BEIRUT, Lebanon -- Palestinian pirates holding 420 hostages aboard a hijacked luxury liner said today they 'executed' an American hostage and will kill more unless Western diplomats agree to negotiate, radio-monitoring agencies said.
The hijackers, who are demanding the release of 50 Palestinians from Israeli jails, took over the Italian liner Achille Lauro Monday and headed to Beirut, threatening to kill the hostages one by one.
As they crossed the Mediterrean the hijackers radioed Syrian authorities to say they would announce the name of the first victim. The pirates said they would continue killing hostages until a multinational diplomatic team arrived to negotiate with them.
The hijackers insisted on meeting the ambassadors to Syria from the United States, Britain, West Germany and Italy to discuss a demand for the release of 50 Palestinians from Israeli jails. Italian Foreign Minister Giulio Andreotti said the hijackers also sought the release of Palestinians held in other countries including Italy.
The hijacking was the first of an ocean liner since the 1961 seizure of a Portuguese cruise ship carrying 967 hostages.
White House spokesman Larry Speakes said 'perhaps a dozen, less than 20' Americans were aboard. He said the United States was working with the Italian, Syrian, Egyptian and Israeli governments on the hijacking.
Jesus Ferreiro, the director of Spain's fishing link radio Onda Pesquera, said in San Sebastian, Spain, that a 40-year-old American was believed to have been killed.
'In a ship-to-ship communication we picked up at 13:31 GMT (9:31 a.m. EDT), we heard a crew member of a warship in the area say that the person executed was an American of about 40,' he said.
He said communications picked up between Italian military vessels indicated that the Achille Lauro was traveling at about 12 mph and could be expected to reach the port of Beirut at 4 a.m. EDT Wednesday.
Another spokeswoman at Onda Pesquera said the station had monitored an Italian Maritime Radio report saying the ship was seized by '12 heavily armed guerrillas' who boarded at different ports pretending to be Dutch tourists.
The leader of the group was an employee of a Greek shipping company who had traveled on the Achille Lauro three times previously, befriending the captain and getting pictures and technical data from him, she quoted from the Italian report.
A spokesman for the Shiite Amal militia, which negotiated the release of 39 U.S. hostages hijacked aboard a TWA jetliner in June, said his group had no immediate intention of playing a similar role if the ship landed at Beirut.
'We do not know what humanitarian conditions will dictate to us,' said the Amal official who spoke on condition he not be named. 'But at the moment we have no intentions of playing the role we did in the TWA affair.'
Christian Voice of Lebanon radio, citing radio transmissions monitored by a ham radio operator in northern Lebanon, said earlier the hijackers asked officials in the Syrian coastal town of Tartous to arrange for meetings with Western ambassadors.
They also set a 3 p.m. deadline to 'carry out our threat' to begin killing the hostages. About 20 minutes after the deadline passed, a transmission intercepted by the radio operator indicated someone had been killed.
Part of the message was indecipherable, the ham operator said, but then the gunmen told the Syrians, 'Minutes from now we will follow up with the second one.... Do not worry Tartous, we have a lot of them here.'
In another message intercepted shortly afterwards, the gunmen warned Syria not to send any armed men toward the ship. 'If any armed people are among the group heading our way we will be forced to carry out our previous threat to blow up the ship,' the message said.
In an earlier transmission, the hijackers demanded a Red Cross ship to carry the ambassadors of the United States, West Germany, Italy and Britain to approach and negotiate with them,' Voice of Lebanon said.
'The gunmen also demanded to talk with a delegation from the Palestine Liberation Front,' it said.
The Palestine Liberation Front is a small pro-Syrian guerrilla group opposed to Yasser Arafat's leadership of the Palestine Liberation Organization. Egyptian security sources said the hijackers apparently were members of the pro-Syrian guerrilla group.
In Damascus, a spokesman for the Palestine Liberation Front denied any involvment in the hijacking.
'Our organization has no relation to this operation.... This operation is against our revolution and our people,' the spokesman said.
'We have many question marks about this operation. We refuse this kind of operation. We only fight inside Palestine,' he said.
A team of Palestinian commandos armed with guns and explosives seized the Italian luxury liner Monday off the coast of Egypt. They threatened to kill the hostages -- beginning with the Americans -- unless Israel frees 50 Palestinian prisoners. They said they would blow up the ship if any planes or warships approach.
'We picked up a conversation between the captain, who was speaking in English, and a warship at 06:47 GMT (2:47 a.m. EDT today),' said Ferreiro of Onda Pesquera.
'He told the ship not to move any closer and that he was under orders not to maintain communications with other vessels,' Ferreiro said.
He said the ship's captain reported all the passengers and crewmembers aboard were in good condition.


Work instructions:
Your answer should be the records again, unchanged in wording and free of images.

Provided records:
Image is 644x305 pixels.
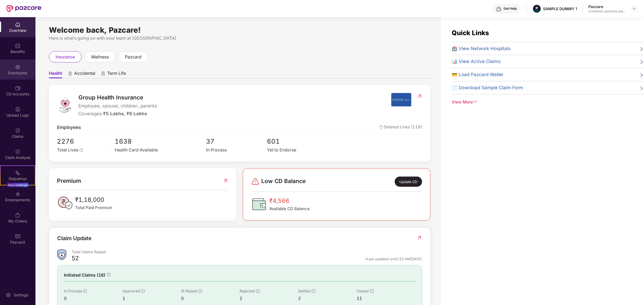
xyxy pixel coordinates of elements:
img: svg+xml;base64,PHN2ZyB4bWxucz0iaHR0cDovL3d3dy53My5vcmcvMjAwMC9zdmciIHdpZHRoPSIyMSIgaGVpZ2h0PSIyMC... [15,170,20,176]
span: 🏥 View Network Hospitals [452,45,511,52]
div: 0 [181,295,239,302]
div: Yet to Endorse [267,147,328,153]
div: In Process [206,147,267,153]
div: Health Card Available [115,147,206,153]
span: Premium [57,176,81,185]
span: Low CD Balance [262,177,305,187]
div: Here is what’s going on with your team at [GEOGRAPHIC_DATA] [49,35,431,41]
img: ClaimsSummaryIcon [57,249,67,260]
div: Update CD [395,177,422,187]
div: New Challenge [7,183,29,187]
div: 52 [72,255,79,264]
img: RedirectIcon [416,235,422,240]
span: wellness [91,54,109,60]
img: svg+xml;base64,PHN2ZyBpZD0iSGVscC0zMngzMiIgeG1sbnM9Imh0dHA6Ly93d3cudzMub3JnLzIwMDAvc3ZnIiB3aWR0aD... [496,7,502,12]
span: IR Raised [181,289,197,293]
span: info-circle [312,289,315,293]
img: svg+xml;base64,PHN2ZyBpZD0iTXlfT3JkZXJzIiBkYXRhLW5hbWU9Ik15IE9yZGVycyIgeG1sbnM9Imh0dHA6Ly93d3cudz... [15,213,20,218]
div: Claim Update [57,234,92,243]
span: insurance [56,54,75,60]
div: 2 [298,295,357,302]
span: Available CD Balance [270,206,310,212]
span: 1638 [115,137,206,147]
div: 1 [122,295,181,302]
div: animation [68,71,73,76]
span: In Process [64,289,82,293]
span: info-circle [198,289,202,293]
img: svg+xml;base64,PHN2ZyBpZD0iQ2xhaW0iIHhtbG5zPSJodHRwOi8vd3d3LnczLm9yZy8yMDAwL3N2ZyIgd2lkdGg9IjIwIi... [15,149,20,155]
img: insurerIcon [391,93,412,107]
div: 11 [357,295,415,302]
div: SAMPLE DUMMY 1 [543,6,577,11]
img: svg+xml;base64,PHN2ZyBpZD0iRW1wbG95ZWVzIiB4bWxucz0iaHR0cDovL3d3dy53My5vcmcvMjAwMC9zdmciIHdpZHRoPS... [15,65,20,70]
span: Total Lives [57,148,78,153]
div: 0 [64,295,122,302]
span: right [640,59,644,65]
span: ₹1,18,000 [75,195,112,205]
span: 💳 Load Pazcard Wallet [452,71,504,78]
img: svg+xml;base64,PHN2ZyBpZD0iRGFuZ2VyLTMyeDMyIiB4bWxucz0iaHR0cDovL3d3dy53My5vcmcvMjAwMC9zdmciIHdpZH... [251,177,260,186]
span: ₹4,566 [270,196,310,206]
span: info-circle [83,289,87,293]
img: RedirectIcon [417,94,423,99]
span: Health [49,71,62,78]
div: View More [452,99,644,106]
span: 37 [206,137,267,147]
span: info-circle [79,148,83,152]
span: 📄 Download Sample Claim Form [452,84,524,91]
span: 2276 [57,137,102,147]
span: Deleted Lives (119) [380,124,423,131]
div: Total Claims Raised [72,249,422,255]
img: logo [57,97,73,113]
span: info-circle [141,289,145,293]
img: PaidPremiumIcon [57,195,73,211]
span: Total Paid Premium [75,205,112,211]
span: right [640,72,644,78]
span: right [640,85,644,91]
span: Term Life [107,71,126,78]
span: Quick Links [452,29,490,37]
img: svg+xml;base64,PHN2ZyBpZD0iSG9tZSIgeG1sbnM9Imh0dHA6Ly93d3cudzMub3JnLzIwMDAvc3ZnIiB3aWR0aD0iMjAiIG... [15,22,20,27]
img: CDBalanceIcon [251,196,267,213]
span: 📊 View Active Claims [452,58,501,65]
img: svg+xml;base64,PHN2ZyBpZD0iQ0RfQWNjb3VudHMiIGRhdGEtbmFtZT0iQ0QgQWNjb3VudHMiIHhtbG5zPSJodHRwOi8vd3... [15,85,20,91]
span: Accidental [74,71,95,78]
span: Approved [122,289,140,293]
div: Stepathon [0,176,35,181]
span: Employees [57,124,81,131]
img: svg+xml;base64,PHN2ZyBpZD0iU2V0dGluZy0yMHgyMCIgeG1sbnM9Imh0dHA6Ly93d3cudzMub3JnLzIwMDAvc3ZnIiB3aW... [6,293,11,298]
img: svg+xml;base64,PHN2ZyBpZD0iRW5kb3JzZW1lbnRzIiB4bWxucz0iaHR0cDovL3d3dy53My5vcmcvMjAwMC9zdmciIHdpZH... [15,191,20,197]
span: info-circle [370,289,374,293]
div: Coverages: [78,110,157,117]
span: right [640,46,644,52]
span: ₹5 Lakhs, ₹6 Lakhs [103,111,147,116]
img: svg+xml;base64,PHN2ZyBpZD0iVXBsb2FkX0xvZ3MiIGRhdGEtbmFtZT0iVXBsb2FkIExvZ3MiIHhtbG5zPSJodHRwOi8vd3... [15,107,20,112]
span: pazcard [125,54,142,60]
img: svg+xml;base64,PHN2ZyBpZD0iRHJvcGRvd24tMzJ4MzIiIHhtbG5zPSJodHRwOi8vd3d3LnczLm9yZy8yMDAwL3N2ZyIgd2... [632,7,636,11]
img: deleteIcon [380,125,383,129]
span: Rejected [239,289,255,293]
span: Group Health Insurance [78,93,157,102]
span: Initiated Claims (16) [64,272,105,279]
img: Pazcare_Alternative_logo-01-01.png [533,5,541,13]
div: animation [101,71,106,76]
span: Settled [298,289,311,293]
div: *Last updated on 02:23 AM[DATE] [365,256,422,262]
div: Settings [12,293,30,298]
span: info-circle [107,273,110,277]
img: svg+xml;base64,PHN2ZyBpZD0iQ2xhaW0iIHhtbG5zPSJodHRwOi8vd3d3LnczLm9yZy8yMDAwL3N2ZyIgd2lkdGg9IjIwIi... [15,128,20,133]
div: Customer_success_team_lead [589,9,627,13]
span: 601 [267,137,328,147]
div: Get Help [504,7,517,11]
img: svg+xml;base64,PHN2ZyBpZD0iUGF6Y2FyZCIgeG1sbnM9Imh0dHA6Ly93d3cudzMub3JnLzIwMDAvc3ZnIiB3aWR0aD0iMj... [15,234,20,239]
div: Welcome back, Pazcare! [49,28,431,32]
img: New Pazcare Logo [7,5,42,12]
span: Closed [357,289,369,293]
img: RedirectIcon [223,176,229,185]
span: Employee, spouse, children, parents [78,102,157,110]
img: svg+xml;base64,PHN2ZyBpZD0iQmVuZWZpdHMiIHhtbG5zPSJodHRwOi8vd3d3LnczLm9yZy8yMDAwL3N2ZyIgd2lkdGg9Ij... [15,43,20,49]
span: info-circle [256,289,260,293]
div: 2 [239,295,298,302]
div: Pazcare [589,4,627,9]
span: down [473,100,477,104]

Completed task:
Image is 644x305 pixels.
xyxy pixel coordinates of elements:
img: svg+xml;base64,PHN2ZyB4bWxucz0iaHR0cDovL3d3dy53My5vcmcvMjAwMC9zdmciIHdpZHRoPSIyMSIgaGVpZ2h0PSIyMC... [15,170,20,176]
span: 🏥 View Network Hospitals [452,45,511,52]
div: 0 [181,295,239,302]
div: Yet to Endorse [267,147,328,153]
div: In Process [206,147,267,153]
div: Health Card Available [115,147,206,153]
span: Premium [57,176,81,185]
span: Low CD Balance [262,177,305,187]
div: Here is what’s going on with your team at [GEOGRAPHIC_DATA] [49,35,431,41]
img: ClaimsSummaryIcon [57,249,67,260]
div: Update CD [395,177,422,187]
div: New Challenge [7,183,29,187]
div: 52 [72,255,79,264]
img: RedirectIcon [416,235,422,240]
span: wellness [91,54,109,60]
img: svg+xml;base64,PHN2ZyBpZD0iSGVscC0zMngzMiIgeG1sbnM9Imh0dHA6Ly93d3cudzMub3JnLzIwMDAvc3ZnIiB3aWR0aD... [496,7,502,12]
span: IR Raised [181,289,197,293]
span: info-circle [312,289,315,293]
img: svg+xml;base64,PHN2ZyBpZD0iTXlfT3JkZXJzIiBkYXRhLW5hbWU9Ik15IE9yZGVycyIgeG1sbnM9Imh0dHA6Ly93d3cudz... [15,213,20,218]
div: Claim Update [57,234,92,243]
span: insurance [56,54,75,60]
div: 2 [298,295,357,302]
span: Available CD Balance [270,206,310,212]
span: 1638 [115,137,206,147]
div: 1 [122,295,181,302]
div: animation [68,71,73,76]
span: In Process [64,289,82,293]
span: info-circle [198,289,202,293]
img: svg+xml;base64,PHN2ZyBpZD0iQ2xhaW0iIHhtbG5zPSJodHRwOi8vd3d3LnczLm9yZy8yMDAwL3N2ZyIgd2lkdGg9IjIwIi... [15,149,20,155]
img: insurerIcon [391,93,412,107]
div: 11 [357,295,415,302]
div: SAMPLE DUMMY 1 [543,6,577,11]
img: svg+xml;base64,PHN2ZyBpZD0iRW1wbG95ZWVzIiB4bWxucz0iaHR0cDovL3d3dy53My5vcmcvMjAwMC9zdmciIHdpZHRoPS... [15,65,20,70]
span: Total Lives [57,148,78,153]
div: 0 [64,295,122,302]
span: right [640,59,644,65]
span: ₹1,18,000 [75,195,112,205]
span: 💳 Load Pazcard Wallet [452,71,504,78]
img: svg+xml;base64,PHN2ZyBpZD0iRGFuZ2VyLTMyeDMyIiB4bWxucz0iaHR0cDovL3d3dy53My5vcmcvMjAwMC9zdmciIHdpZH... [251,177,260,186]
span: ₹4,566 [270,196,310,206]
span: info-circle [83,289,87,293]
img: RedirectIcon [417,94,423,99]
span: Health [49,71,62,78]
div: View More [452,99,644,106]
span: 37 [206,137,267,147]
span: info-circle [79,148,83,152]
span: 📄 Download Sample Claim Form [452,84,524,91]
span: 2276 [57,137,102,147]
span: Deleted Lives (119) [380,124,423,131]
div: Total Claims Raised [72,249,422,255]
img: logo [57,97,73,113]
span: info-circle [141,289,145,293]
img: PaidPremiumIcon [57,195,73,211]
span: Total Paid Premium [75,205,112,211]
span: right [640,72,644,78]
span: right [640,85,644,91]
span: Term Life [107,71,126,78]
span: Quick Links [452,29,490,37]
img: svg+xml;base64,PHN2ZyBpZD0iSG9tZSIgeG1sbnM9Imh0dHA6Ly93d3cudzMub3JnLzIwMDAvc3ZnIiB3aWR0aD0iMjAiIG... [15,22,20,27]
img: CDBalanceIcon [251,196,267,213]
span: 📊 View Active Claims [452,58,501,65]
img: svg+xml;base64,PHN2ZyBpZD0iQ0RfQWNjb3VudHMiIGRhdGEtbmFtZT0iQ0QgQWNjb3VudHMiIHhtbG5zPSJodHRwOi8vd3... [15,85,20,91]
span: Accidental [74,71,95,78]
span: Approved [122,289,140,293]
div: Stepathon [0,176,35,181]
span: Employees [57,124,81,131]
img: svg+xml;base64,PHN2ZyBpZD0iU2V0dGluZy0yMHgyMCIgeG1sbnM9Imh0dHA6Ly93d3cudzMub3JnLzIwMDAvc3ZnIiB3aW... [6,293,11,298]
img: svg+xml;base64,PHN2ZyBpZD0iRW5kb3JzZW1lbnRzIiB4bWxucz0iaHR0cDovL3d3dy53My5vcmcvMjAwMC9zdmciIHdpZH... [15,191,20,197]
span: info-circle [370,289,374,293]
div: Coverages: [78,110,157,117]
span: right [640,46,644,52]
span: ₹5 Lakhs, ₹6 Lakhs [103,111,147,116]
img: svg+xml;base64,PHN2ZyBpZD0iVXBsb2FkX0xvZ3MiIGRhdGEtbmFtZT0iVXBsb2FkIExvZ3MiIHhtbG5zPSJodHRwOi8vd3... [15,107,20,112]
span: pazcard [125,54,142,60]
img: svg+xml;base64,PHN2ZyBpZD0iRHJvcGRvd24tMzJ4MzIiIHhtbG5zPSJodHRwOi8vd3d3LnczLm9yZy8yMDAwL3N2ZyIgd2... [632,7,636,11]
img: deleteIcon [380,125,383,129]
span: Rejected [239,289,255,293]
span: Group Health Insurance [78,93,157,102]
span: Initiated Claims (16) [64,272,105,279]
img: Pazcare_Alternative_logo-01-01.png [533,5,541,13]
div: animation [101,71,106,76]
span: Settled [298,289,311,293]
div: *Last updated on 02:23 AM[DATE] [365,256,422,262]
div: Settings [12,293,30,298]
span: info-circle [107,273,110,277]
img: svg+xml;base64,PHN2ZyBpZD0iQ2xhaW0iIHhtbG5zPSJodHRwOi8vd3d3LnczLm9yZy8yMDAwL3N2ZyIgd2lkdGg9IjIwIi... [15,128,20,133]
div: Customer_success_team_lead [589,9,627,13]
span: 601 [267,137,328,147]
div: Get Help [504,7,517,11]
img: svg+xml;base64,PHN2ZyBpZD0iUGF6Y2FyZCIgeG1sbnM9Imh0dHA6Ly93d3cudzMub3JnLzIwMDAvc3ZnIiB3aWR0aD0iMj... [15,234,20,239]
div: Welcome back, Pazcare! [49,28,431,32]
img: New Pazcare Logo [7,5,42,12]
span: Closed [357,289,369,293]
img: RedirectIcon [223,176,229,185]
span: Employee, spouse, children, parents [78,102,157,110]
img: svg+xml;base64,PHN2ZyBpZD0iQmVuZWZpdHMiIHhtbG5zPSJodHRwOi8vd3d3LnczLm9yZy8yMDAwL3N2ZyIgd2lkdGg9Ij... [15,43,20,49]
span: info-circle [256,289,260,293]
div: 2 [239,295,298,302]
div: Pazcare [589,4,627,9]
span: down [473,100,477,104]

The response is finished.